We will never know whether it was wise to go nuclear. My view – anathema to readers, I fear – is that Ben Bernanke and Britain’s Mervyn King saved us from potential calamity. We were all too close to the tipping point illustrated in Irving Fisher’s Debt Deflation Causes of Great Depressions, the moment when the sailing ship catches water and capsizes instead of righting itself by natural rhythm.

Robert Hetzel, chief economist at the Richmond Fed, writes in Monetary Policy In The 2008-2009 Recession that central banks themselves triggered the crisis by failing to cut rates fast enough as the economy tanked from March to July 2008.Cast your mind back to that moment. Rates had already been slashed from 5.25pc to 2pc. Oil and copper prices were rocketing. Inflacionistas were screaming, accusing the Fed of 1970s debauchery and some Fed hawks seemed to agree.

Dr Hetzel said the Fed “effectively tightened” policy in June 2008 by tough talk that led the futures market to price in a half-point rate rise by September 2008. Evidence that the growth rate of broad money had long been plummeting was ignored.

The European Central Bank went further, raising rates in July even though the eurozone was already deep in recession. We know what happened. Lehman, AIG, Fannie and Freddie fell apart in September. The wheels came off the world’s financial system.

My fear is that the Fed will repeat the mistake – in this case by reversing QE too soon.

Oh please! Is that how this is going to be remembered by central bank historians? That the ECB raised short-term rates by a quarter point and Ben Bernanke “talked’ the financial system into collapsing?

As if, like in 1929, history begins in 2008 when things were peachy keen and a policy error is to blame for all that has happened since, rather than the alternative view – one that central banks don’t like to think about – that they allowed (and, in some cases, encouraged) the inflation of the biggest financial bubble in history that did what all bubbles do – pop!

Whoomp! (There it Is)

Well, it’s official. The yield on the ten-year note just hit four percent and, though it’s back down from that mark, given what’s happened in financial markets over the last week or two, that’s probably just a very temporary development.

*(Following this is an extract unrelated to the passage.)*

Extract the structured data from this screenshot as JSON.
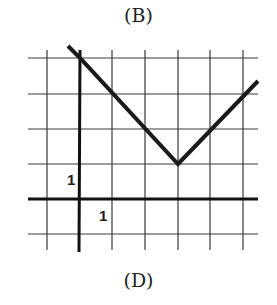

Zero Hedge reports that this morning’s three-month and six-month bill auctions were the weakest so far this year. Yields at the short-end are rising and it could have been worse if not for the volume of direct bidders (those who bypass the primary dealer network and place their bids directly with the Treasury Department and, in the process, conceal their identity). It’s already shaping up to be an exciting week and it’s just getting started.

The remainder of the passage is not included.